Data Story
The Issue
Reducing the road toll is not just about getting smaller numbers in some list, it's about saving lives. Organisations such as the DTP, VicRoads, VicPol and the Traffic Accident Commision (TAC) are doing a great job at preventing road fatalities, and we want to further support them with the best resources to continue with their work.
But there is so much data, and no practical way to use it, so how can we do this?
Our Solution
We've come up with a Ai bot and map that can help government officials visualise and utilize important data. Ask it anything and it will do it's best to help, providing fact-based suggestions (with the statistics to back it up!) as well as providing a pdf in executive brief format.
HAiLO is currently assisted to make more accurate recommendations by pulling in the excellent crash data set released by DTP, and a related data set about traffic signals.
HAiLO is built to be easily expanded upon, with the ability to integrate with separate AI agents, solely focused on areas such as:
* Parks and Land Use data, and Animal distribution data: Are wombats likely to wander across the road anywhere in gippsland, or just in a particular belt of farmland?
* BAC, fatigue: Would better bus travel in specific areas help reduce accidents from tired or intoxicated patrons returning home?
* Public Holiday dates: If many accidents happen on public holidays, how many of them are preventable by improving public holiday transport and would the cost be justified?
* sunrise/sunset: One of our Bendigo case study intersections involved right hand turn accidents, but interestingly they were mostly around 3pm-6pm (was the sun in their eyes?)
* Proximity to hospitals, ambulance response times: Does this change the odds of a major injury becoming a fatality? Is it statistically significant?
* Street trees: are large trees likely to be blocking the view of a driver approaching the intersection
* Speed Limit zones: the speed zone at the time of the accident is already covered by the crash data, however it would be good to ask a GPT to systematically review the areas with changed speed limits to identify if there have been less or no further accidents, which would be excellent. (OpenStreetMap commit data may help identify the time frame of speed limit changes if the data isn't available elsewhere)
* Population or car registration data: identify crash stats by LGA, combined with population to work out per-capita riskiest and where interventions may have best payoff
* Preventable Mortality: were there any risk factors related to cardiac, mental health or other conditions which became road incidents? Prevention for these measures will be different (e.g. heart screening for at-risk groups, mental health support).
Challenges Entered
- AI applications using Open Road Crash data - This is our main challenge. We are creating an AI agent. Due to technical difficulties with locally run models (we spent hours trying, I promise), we're currently using Google Gemini 1.5 flash as a stand-in. ChatGPT 4o was also been used to explore the data as it incorporates a number of sub-models and has done an excellent job crunching a reduced dataset for Bendigo, creating some example briefs. For the curious, the example generated briefs from the Bendigo data are included in the Github repository under 'AI-generated-briefs', but these weren't generated by HAiLO.
AI in Governance - this project aims to build transparency and trust by interpreting data, and making recommendations (in the form of PDF briefs) which give their statistical reasoning behind recommending various interventions, based on historical data.
Smart Mobility: Optimizing Urban Infrastructure for a Sustainable Future - One of the things we realised on reading this challenge is that identifying ways to support the adoption of newer, safer cars and more public transport (Bus home from the pub) is well within the scope of this AI.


** What is needed **
What follows is a set of records; repeat them exactly, without the pictures.

Content starts

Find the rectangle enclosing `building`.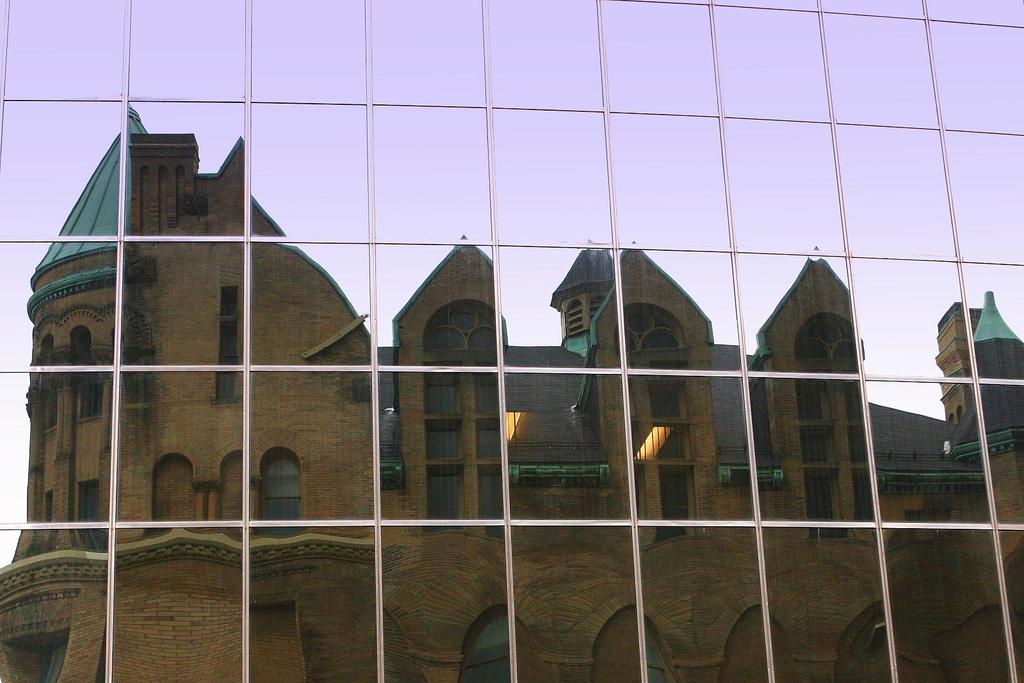
x1=0, y1=93, x2=1023, y2=682.
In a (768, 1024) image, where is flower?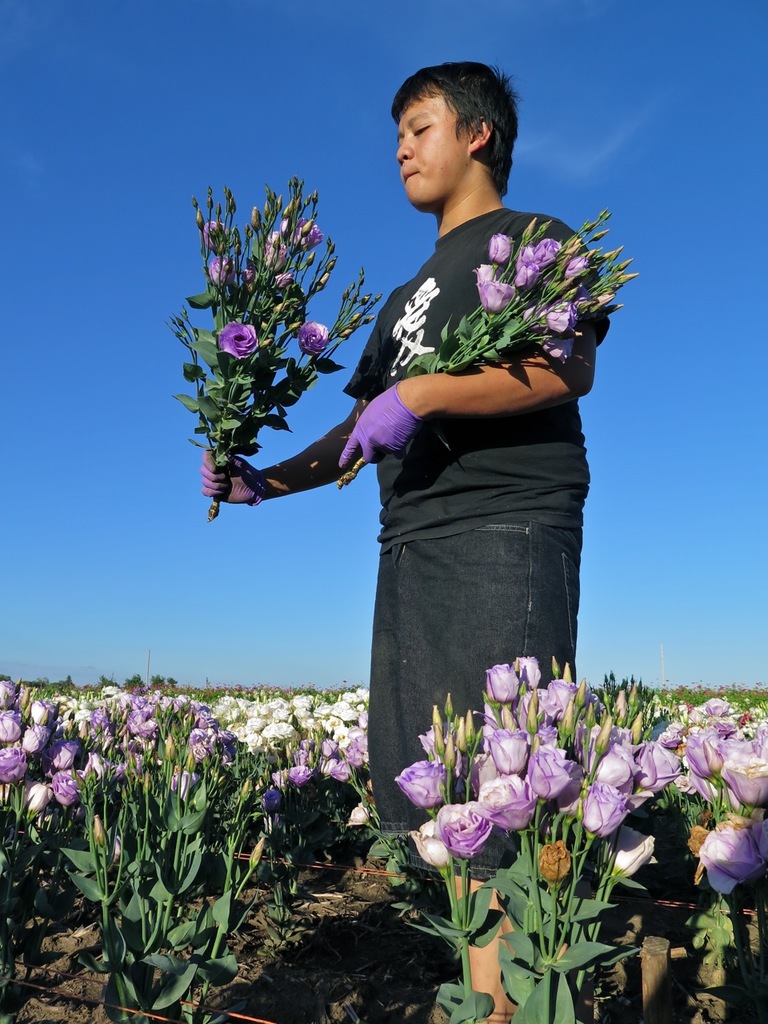
430:804:519:880.
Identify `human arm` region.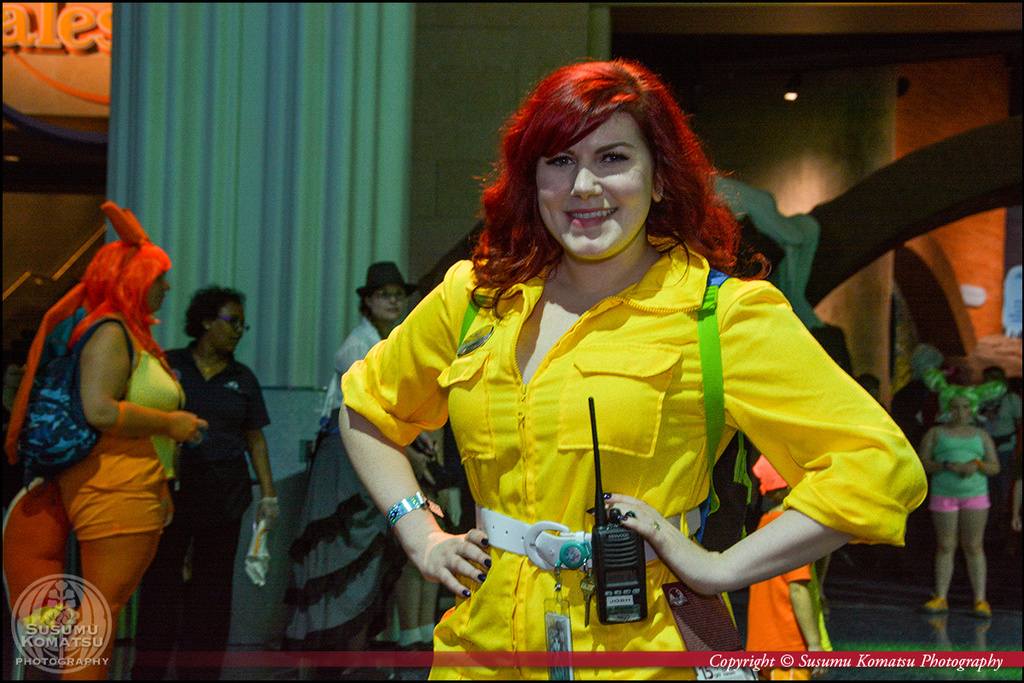
Region: [603,290,928,595].
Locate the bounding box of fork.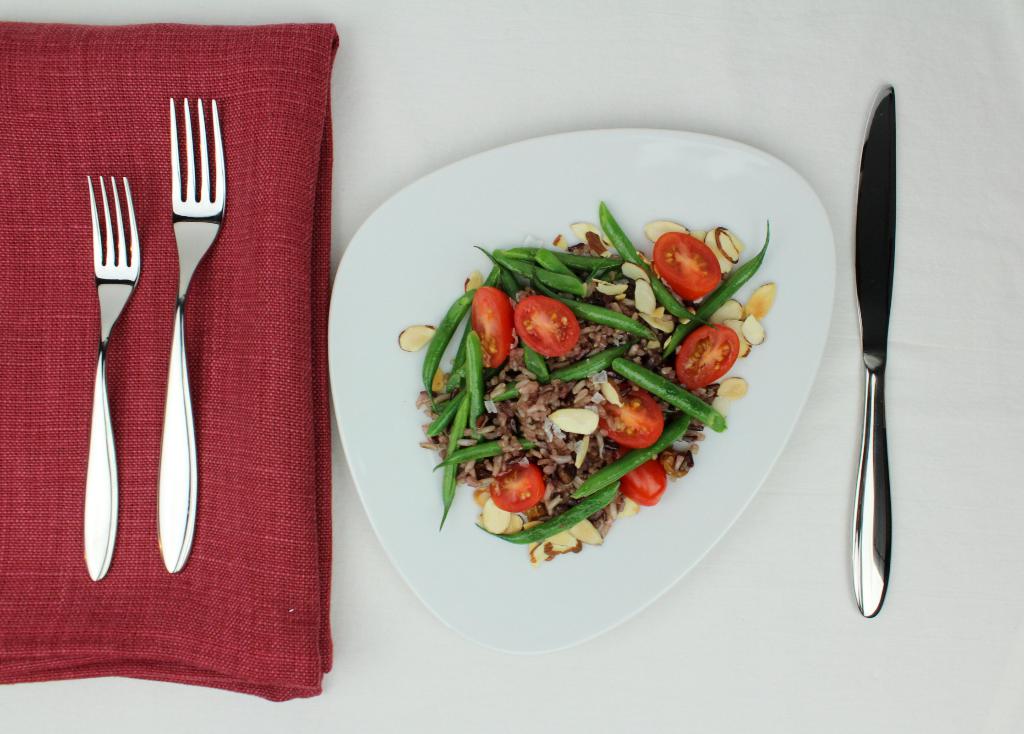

Content ends

** Worked solution **
Find the rectangle enclosing `building`.
x1=0, y1=93, x2=1023, y2=682.
In a (768, 1024) image, where is flower?
430:804:519:880.
Identify `human arm` region.
Region: [603,290,928,595].
Locate the bounding box of fork.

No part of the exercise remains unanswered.